His son, Icarus, stood next to him, and, not realising that he was handling things that would endanger him, caught laughingly at the down that blew in the passing breeze, and softened the yellow beeswax with his thumb, and, in his play, hindered his father’s marvellous work.

When he had put the last touches to what he had begun, the artificer balanced his own body between the two wings and hovered in the moving air. He instructed the boy as well, saying, ‘Let me warn you, Icarus, to take the middle way, in case the moisture weighs down your wings, if you fly too low, or if you go too high, the sun scorches them. Travel between the extremes. And I order you not to aim towards Bootes, the Herdsman, or Helice, the Great Bear, or towards the drawn sword of Orion: take the course I show you!’
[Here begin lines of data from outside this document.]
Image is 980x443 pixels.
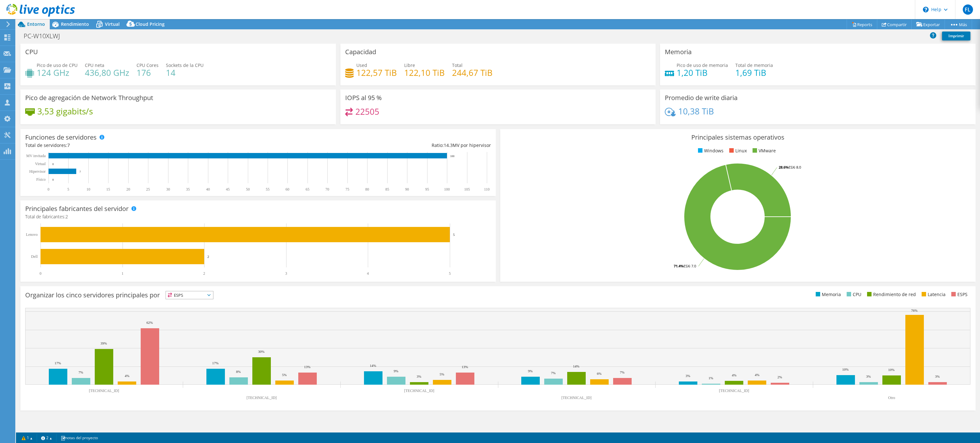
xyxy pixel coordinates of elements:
text: [TECHNICAL_ID] [404,388,435,392]
text: 2 [208,254,209,259]
text: 4% [732,373,736,377]
text: 4 [367,271,369,276]
a: Imprimir [942,32,970,41]
h3: Capacidad [345,49,376,56]
text: 20 [126,187,130,191]
text: [TECHNICAL_ID] [247,395,277,400]
a: Exportar [911,19,945,29]
text: 45 [226,187,230,191]
h4: 122,57 TiB [357,69,396,76]
text: 17% [54,361,61,365]
text: 9% [394,369,398,373]
text: 90 [405,187,409,191]
text: Otro [888,395,895,400]
a: 2 [36,433,57,441]
text: 76% [911,308,917,312]
text: 95 [425,187,429,191]
text: 5% [440,372,444,376]
text: 15 [106,187,110,191]
h4: 436,80 GHz [85,69,129,76]
text: 2 [203,271,205,276]
text: 75 [345,187,349,191]
text: 100 [444,187,450,191]
h3: Pico de agregación de Network Throughput [25,94,153,101]
li: Memoria [814,291,841,298]
text: 7% [551,371,555,375]
li: CPU [845,291,861,298]
h4: 1,20 TiB [677,69,728,76]
text: 10% [842,368,849,371]
tspan: 28.6% [779,165,788,169]
text: 4% [755,373,759,377]
text: 6% [597,371,601,376]
span: FL [962,4,973,15]
span: Used [357,62,367,68]
tspan: ESXi 7.0 [684,263,696,268]
tspan: 71.4% [674,263,684,268]
text: 3% [866,375,871,378]
text: 17% [212,361,218,365]
a: notas del proyecto [56,433,102,441]
a: Reports [846,19,877,29]
span: Rendimiento [61,21,89,27]
h4: 1,69 TiB [735,69,772,76]
span: Entorno [27,21,45,27]
a: Compartir [877,19,912,29]
text: 30 [166,187,170,191]
span: Total [452,62,462,68]
text: 0 [40,271,42,276]
span: Total de memoria [735,62,772,68]
h3: Funciones de servidores [25,134,97,141]
text: 25 [146,187,150,191]
span: Pico de uso de CPU [36,62,77,68]
a: 1 [17,433,37,441]
span: 14.3 [443,142,452,148]
span: Libre [404,62,415,68]
text: 100 [450,154,454,158]
a: Más [945,19,972,29]
h4: 3,53 gigabits/s [37,108,93,114]
h1: PC-W10XLWJ [20,33,70,40]
text: 0 [52,178,54,182]
div: Ratio: MV por hipervisor [258,142,490,149]
li: ESPS [950,291,968,298]
h4: 122,10 TiB [404,69,444,76]
text: 55 [266,187,270,191]
text: 3% [417,375,421,378]
text: 9% [528,369,533,373]
span: ESPS [166,291,213,299]
h3: Promedio de write diaria [664,94,737,101]
svg: \n [922,7,929,12]
text: 80 [365,187,369,191]
text: 14% [573,364,579,368]
tspan: ESXi 8.0 [788,165,801,169]
text: 35 [186,187,190,191]
text: MV invitada [26,153,45,158]
li: Windows [696,147,724,154]
li: Rendimiento de red [866,291,916,298]
text: 110 [484,187,490,191]
text: 40 [206,187,210,191]
text: [TECHNICAL_ID] [561,395,592,400]
text: Dell [31,254,37,259]
span: CPU neta [85,62,105,68]
text: 13% [304,365,310,369]
text: 1 [122,271,123,276]
text: 0 [52,162,54,166]
h4: 14 [166,69,203,76]
text: 105 [464,187,470,191]
text: 30% [258,350,264,354]
text: Virtual [35,161,46,166]
text: 7 [80,170,81,174]
text: 70 [325,187,329,191]
span: CPU Cores [137,62,159,68]
div: Total de servidores: [25,142,258,149]
text: 5 [449,271,451,276]
text: 3% [686,374,690,377]
li: Latencia [920,291,945,298]
tspan: Físico [36,177,45,182]
li: Linux [727,147,747,154]
text: 7% [78,370,83,374]
span: Virtual [105,21,120,27]
h3: IOPS al 95 % [345,94,381,101]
At the same time as he laid down the rules of flight, he fitted the newly created wings on the boy’s shoulders. While he worked and issued his warnings the ageing man’s cheeks were wet with tears: the father’s hands trembled.

He gave a never to be repeated kiss to his son, and lifting upwards on his wings, flew ahead, anxious for his companion, like a bird, leading her fledglings out of a nest above, into the empty air. He urged the boy to follow, and showed him the dangerous art of flying, moving his own wings, and then looking back at his son. Some angler catching fish with a quivering rod, or a shepherd leaning on his crook, or a ploughman resting on the handles of his plough, saw them, perhaps, and stood there amazed, believing them to be gods able to travel the sky.

And now Samos, sacred to Juno, lay ahead to the left (Delos and Paros were behind them), Lebinthos, and Calymne, rich in honey, to the right, when the boy began to delight in his daring flight, and abandoning his guide, drawn by desire for the heavens, soared higher. His nearness to the devouring sun softened the fragrant wax that held the wings: and the wax melted: he flailed with bare arms, but losing his oar-like wings, could not ride the air. Even as his mouth was crying his father’s name, it vanished into the dark blue sea, the Icarian Sea, called after him.

The unhappy father, now no longer a father, shouted, ‘Icarus, Icarus where are you? Which way should I look, to see you?’

‘Icarus’ he called again.

Then he caught sight of the feathers on the waves, and cursed his inventions. He laid the body to rest, in a tomb, and the island was named Icaria after his buried child.